And it’s that resilience that gives Gill confidence that they can and will overcome the challenges and threats posed by the coronavirus crisis.
“We’ve survived the war and foot and mouth, we’ve survived different difficult situations and times, and we will survive this,” she declares.
Gill makes her rallying call as she and her team are working hard to meet this latest challenge facing the family business. She says: “It has been a little bit overwhelming. We are very much reacting to things as they happen.”
However, the award-winning Butlers Farmhouse Cheeses business that she heads is also getting onto the front foot. Gill explains: “We are looking at new sales channels so we can react to the new situation.”
Just days later the business announces that it has brought together small artisan food and drink producers from across the North West to create ‘The Butlers Larder’.
It’s an innovative service delivering fresh produce to doorsteps in Cheshire, Cumbria, Greater Manchester, Lancashire and Merseyside.
After a very local trial in Longridge, Goosnargh and Grimsargh, the Butlers team brought together more suppliers and built an online platform in quick time.
The Butlers Larder service offers food and drink, from cheese, milk, yoghurt and eggs to fresh bread, fruit and vegetables, tea and coffee, from “the very best artisan producers in the North West”.
The aim is to give people a chance to taste the best that the region has to offer while supporting small producer businesses at a time when they really need it.
This year’s winner of the family business category in Lancashire Business View’s Red Rose Awards - the judges declared “the sense of ‘family’ runs right through this business’ - Butlers can trace its history back to 1932.

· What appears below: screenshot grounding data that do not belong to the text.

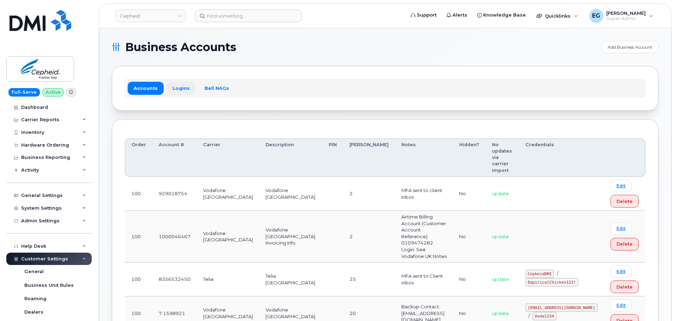  Describe the element at coordinates (552, 282) in the screenshot. I see `code: EmpiricalChicken123!` at that location.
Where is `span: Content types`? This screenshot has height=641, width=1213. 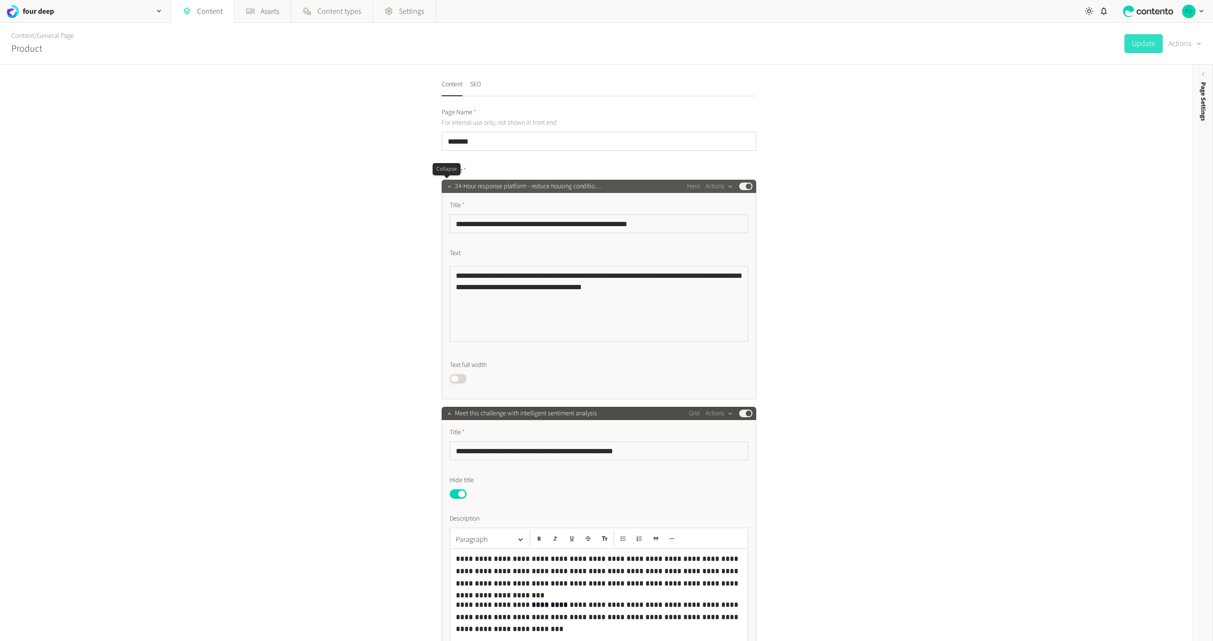
span: Content types is located at coordinates (339, 11).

Gill’s grandparents Richard and Annie Butler used milk from their own herd of cows to make cheese by hand in the kitchen of their Inglewhite farm - cheese was even matured in the family bedrooms.
Gill’s mum Jean Butler created its flagship farmhouse Lancashire recipe. Now aged 81 she still puts in an appearance at the dairy.
She and her husband Tom took over the Inglewhite operation in 1969. With five children to bring up, they decided to increase production at a time when most cheese was sold through an organisation governed by the former Milk Marketing Board, which licensed all production. Its restrictions made life difficult for traditional cheesemakers.
Butlers Farmhouse Tasty Lancashire - matured for at least 10 months - was created and remains its flagship product.